Around 1825/30, decor tentatively attributed to Johann Baptist Reis (Reiß) or Franz Xaver Nachtmann.
It seems like an obvious choice to attribute the decor of these vases to Nymphenburg's most renowned flower painter Franz Xaver Nachtmann (1799 - 1846). Nachtmann reached the pinnacle of his career at the Nymphenburg porcelain manufactory by 1823 at the latest, when he was appointed head painter of the flower department (Hantschmann 1997, p. 449), .

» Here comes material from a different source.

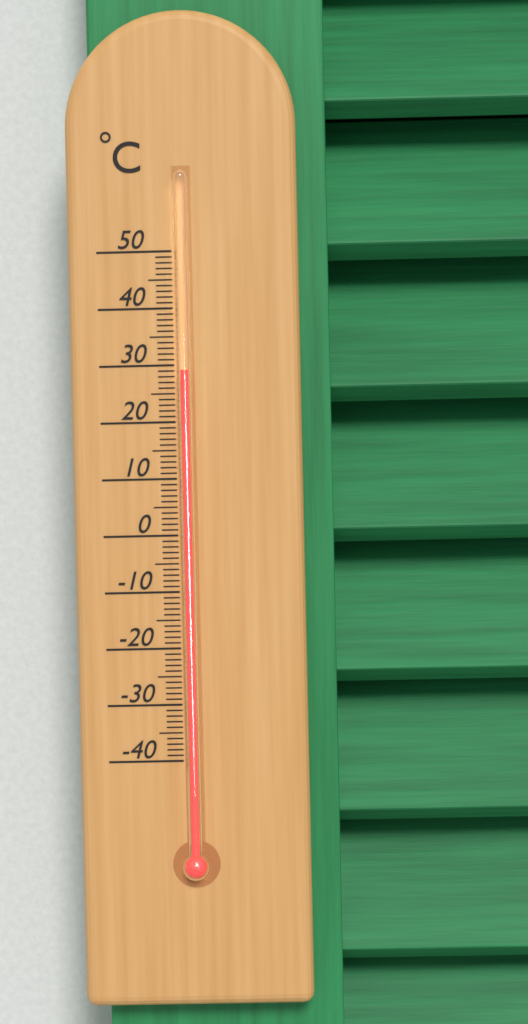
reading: 29 °C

For a long time, therefore, such flower paintings were attributed exclusively to Nachtmann. However, Katharina Hantschmann was also able to identify Johann Baptist Ries (or Rieß) (1753 - 1825) as an outstanding flower painter on the basis of the archival records. A magnificent vase with splendid fruit and flower still lifes after Rachel Ruysch, from 1824/25 (formerly Bavarian National Museum collection inv. no. 77/287, illustrated in Hantschmann 1997, cat. 191), initially executed by Ries and completed by Nachtmann after his death in 1825, is not only a testimony to the painterly quality of both artists, but rather proof of the artistic and technical closeness that united these two Nymphenburg artists.
Literature
This form pub. in Hantschmann, Nymphenburger Porzellan, 1797-1847, Munich/Berlin 1996, p. 182, mod. 437.
For these artists see ibid, p. 331 and 449 ff.
Cf. this ground colour in Ziffer, Nymphenburger Porzellan. Sammlung Bäuml, Stuttgart 1997, no. 1191-1196.